SEOUL: Former President Bill Clinton urged the Democratic People's Republic of Korea (DPRK) to free detained people from the Republic of Korea (ROK) and make progress on the so called issue of seized Japanese citizens, ROK people and Japanese officials said Thursday.
Clinton made the requests to the DPRK's leader Kim Jong Il during a rare meeting in Pyongyang earlier this week that secured the freedom of two US journalists detained for 140 days for allegedly entering the DPRK illegally, the officials said.
This photo taken on August 4, 2009 and released by the Democratic People's Republic of Korea's official Korean Central News Agency shows the DPRK's leader Kim Jong-Il (R) posing with former US president Bill Clinton (L) in Pyongyang. [Agencies] |
The ROK Foreign Ministry spokesman Moon Tae-young said he understood that Clinton conveyed to the DPRK that the ROK's worker and fishermen "should be released on humanitarian grounds."
Moon said the ROK hasn't heard how the DPRK reacted.
The ROK said Thursday it had no plan to send a special envoy to the DPRK to try to win their freedom, but it still hopes for their timely release.
In Tokyo, Chief Cabinet Secretary Takeo Kawamura told reporters that "Clinton urged Kim Jong Il to make progress" on the issue of abducted Japanese nationals. He cited an unidentified senior US government official as the source of the information.
In 2002, the DPRK admitted to having 13 Japanese nationals in the 1970s and 1980s and were reported to use them to train spies. The DPRK allowed five to return to Japan, saying the other eight had died. But Tokyo wants a deeper investigation.
However, Wood said, "He was not carrying any messages on the part of American officials."
Wood said Clinton's trip to the DPRK was a private, humanitarian mission.
Clinton himself also characterized the trip as a humanitarian mission and told reporters in New York on Thursday that his goal was to retrieve the two US journalists.
"My job was to do one thing, which I was profoundly honored to do, as an American and as a father," he said. "I wanted those young women to be able to come home. And I wanted our two countries to have the ability to decide where to go from here."
The former president added that he would not try to influence what steps either side takes, saying: "I'm glad I could be of some help, but I am not a policy maker. I shouldn't be."
Nevertheless, Clinton's trip has rekindled concerns among some in the ROK and Japan that the two countries could be marginalized as Pyongyang favors direct talks with Washington on its nuclear program.
The DPRK has quit six-nation disarmament talks and instead recently suggested one-on-one negotiations with Washington to defuse the nuclear tensions.
The US has said it is willing to hold direct talks with Pyongyang — but only on the sidelines of the six-nation nuclear talks consisting of the US, the DPRK, the ROK, China, Japan and Russia.
Moon dismissed concerns about being sidelined, noting the US informed the ROK that Clinton's private trip was aimed at securing the freedom of the two US journalists.
Kawamura also stressed that according to the senior US official, Clinton did not discuss the DPRK's nuclear issue with Kim.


* WHAT IS BEING ASKED:
Restate the records that follow word for word; no pictures should appear.

* RECORD EXCERPTS:

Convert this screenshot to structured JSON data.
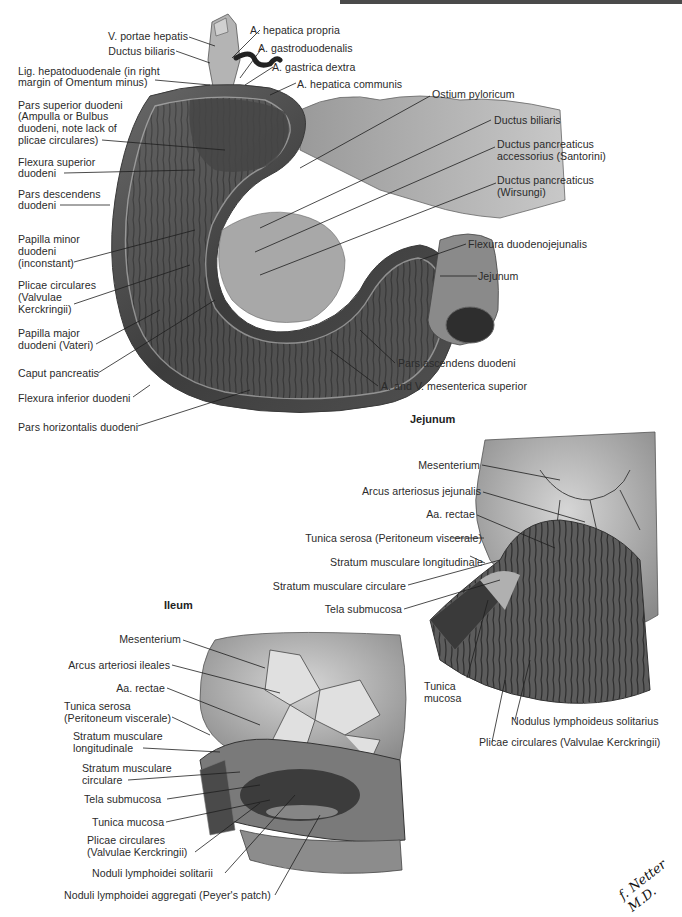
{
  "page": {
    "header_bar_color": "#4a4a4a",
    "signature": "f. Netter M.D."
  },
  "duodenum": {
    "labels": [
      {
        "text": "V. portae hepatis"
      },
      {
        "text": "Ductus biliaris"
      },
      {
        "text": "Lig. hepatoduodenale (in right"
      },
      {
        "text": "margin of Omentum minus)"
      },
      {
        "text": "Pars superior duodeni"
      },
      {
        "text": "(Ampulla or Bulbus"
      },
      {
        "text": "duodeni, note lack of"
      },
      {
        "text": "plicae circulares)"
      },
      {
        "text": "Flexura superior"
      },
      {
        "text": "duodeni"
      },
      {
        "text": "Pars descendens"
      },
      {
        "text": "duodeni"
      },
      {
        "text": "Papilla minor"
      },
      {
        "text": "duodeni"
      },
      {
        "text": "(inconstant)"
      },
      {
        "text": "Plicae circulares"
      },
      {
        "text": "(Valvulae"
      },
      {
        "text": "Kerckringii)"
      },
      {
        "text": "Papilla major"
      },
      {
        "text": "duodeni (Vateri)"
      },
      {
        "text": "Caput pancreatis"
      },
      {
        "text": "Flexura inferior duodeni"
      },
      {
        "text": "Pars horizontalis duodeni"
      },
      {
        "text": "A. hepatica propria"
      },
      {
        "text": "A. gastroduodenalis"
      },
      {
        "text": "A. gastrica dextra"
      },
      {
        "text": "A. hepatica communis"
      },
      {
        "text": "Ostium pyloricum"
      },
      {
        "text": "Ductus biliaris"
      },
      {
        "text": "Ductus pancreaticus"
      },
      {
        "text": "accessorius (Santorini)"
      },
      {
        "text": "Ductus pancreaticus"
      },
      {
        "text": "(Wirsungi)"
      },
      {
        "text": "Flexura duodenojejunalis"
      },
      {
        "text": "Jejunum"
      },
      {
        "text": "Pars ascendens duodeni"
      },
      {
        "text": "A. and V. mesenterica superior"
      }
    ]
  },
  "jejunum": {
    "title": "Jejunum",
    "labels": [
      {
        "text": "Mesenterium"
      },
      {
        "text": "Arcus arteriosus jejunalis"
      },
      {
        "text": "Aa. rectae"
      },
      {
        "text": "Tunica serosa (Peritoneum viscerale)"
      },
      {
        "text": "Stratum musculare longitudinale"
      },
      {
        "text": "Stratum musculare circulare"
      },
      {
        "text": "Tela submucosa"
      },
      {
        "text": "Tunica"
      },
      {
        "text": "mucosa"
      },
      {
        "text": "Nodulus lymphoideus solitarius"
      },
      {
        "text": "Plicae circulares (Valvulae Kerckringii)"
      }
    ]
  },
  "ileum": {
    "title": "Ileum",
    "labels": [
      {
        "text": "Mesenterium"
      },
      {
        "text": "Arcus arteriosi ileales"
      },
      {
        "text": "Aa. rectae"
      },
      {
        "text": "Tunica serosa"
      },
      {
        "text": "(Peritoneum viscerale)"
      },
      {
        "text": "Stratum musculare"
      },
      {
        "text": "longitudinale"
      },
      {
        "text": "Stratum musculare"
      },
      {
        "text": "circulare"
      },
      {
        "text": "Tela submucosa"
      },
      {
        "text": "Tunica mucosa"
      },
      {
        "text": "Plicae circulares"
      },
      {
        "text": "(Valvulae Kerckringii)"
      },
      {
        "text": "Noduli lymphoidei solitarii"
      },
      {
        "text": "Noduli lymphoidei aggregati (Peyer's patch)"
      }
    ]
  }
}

* WRITTEN RESPONSE:
Convert this screenshot to structured JSON data.
{
  "page": {
    "header_bar_color": "#4a4a4a",
    "signature": "f. Netter M.D."
  },
  "duodenum": {
    "labels": [
      {
        "text": "V. portae hepatis"
      },
      {
        "text": "Ductus biliaris"
      },
      {
        "text": "Lig. hepatoduodenale (in right"
      },
      {
        "text": "margin of Omentum minus)"
      },
      {
        "text": "Pars superior duodeni"
      },
      {
        "text": "(Ampulla or Bulbus"
      },
      {
        "text": "duodeni, note lack of"
      },
      {
        "text": "plicae circulares)"
      },
      {
        "text": "Flexura superior"
      },
      {
        "text": "duodeni"
      },
      {
        "text": "Pars descendens"
      },
      {
        "text": "duodeni"
      },
      {
        "text": "Papilla minor"
      },
      {
        "text": "duodeni"
      },
      {
        "text": "(inconstant)"
      },
      {
        "text": "Plicae circulares"
      },
      {
        "text": "(Valvulae"
      },
      {
        "text": "Kerckringii)"
      },
      {
        "text": "Papilla major"
      },
      {
        "text": "duodeni (Vateri)"
      },
      {
        "text": "Caput pancreatis"
      },
      {
        "text": "Flexura inferior duodeni"
      },
      {
        "text": "Pars horizontalis duodeni"
      },
      {
        "text": "A. hepatica propria"
      },
      {
        "text": "A. gastroduodenalis"
      },
      {
        "text": "A. gastrica dextra"
      },
      {
        "text": "A. hepatica communis"
      },
      {
        "text": "Ostium pyloricum"
      },
      {
        "text": "Ductus biliaris"
      },
      {
        "text": "Ductus pancreaticus"
      },
      {
        "text": "accessorius (Santorini)"
      },
      {
        "text": "Ductus pancreaticus"
      },
      {
        "text": "(Wirsungi)"
      },
      {
        "text": "Flexura duodenojejunalis"
      },
      {
        "text": "Jejunum"
      },
      {
        "text": "Pars ascendens duodeni"
      },
      {
        "text": "A. and V. mesenterica superior"
      }
    ]
  },
  "jejunum": {
    "title": "Jejunum",
    "labels": [
      {
        "text": "Mesenterium"
      },
      {
        "text": "Arcus arteriosus jejunalis"
      },
      {
        "text": "Aa. rectae"
      },
      {
        "text": "Tunica serosa (Peritoneum viscerale)"
      },
      {
        "text": "Stratum musculare longitudinale"
      },
      {
        "text": "Stratum musculare circulare"
      },
      {
        "text": "Tela submucosa"
      },
      {
        "text": "Tunica"
      },
      {
        "text": "mucosa"
      },
      {
        "text": "Nodulus lymphoideus solitarius"
      },
      {
        "text": "Plicae circulares (Valvulae Kerckringii)"
      }
    ]
  },
  "ileum": {
    "title": "Ileum",
    "labels": [
      {
        "text": "Mesenterium"
      },
      {
        "text": "Arcus arteriosi ileales"
      },
      {
        "text": "Aa. rectae"
      },
      {
        "text": "Tunica serosa"
      },
      {
        "text": "(Peritoneum viscerale)"
      },
      {
        "text": "Stratum musculare"
      },
      {
        "text": "longitudinale"
      },
      {
        "text": "Stratum musculare"
      },
      {
        "text": "circulare"
      },
      {
        "text": "Tela submucosa"
      },
      {
        "text": "Tunica mucosa"
      },
      {
        "text": "Plicae circulares"
      },
      {
        "text": "(Valvulae Kerckringii)"
      },
      {
        "text": "Noduli lymphoidei solitarii"
      },
      {
        "text": "Noduli lymphoidei aggregati (Peyer's patch)"
      }
    ]
  }
}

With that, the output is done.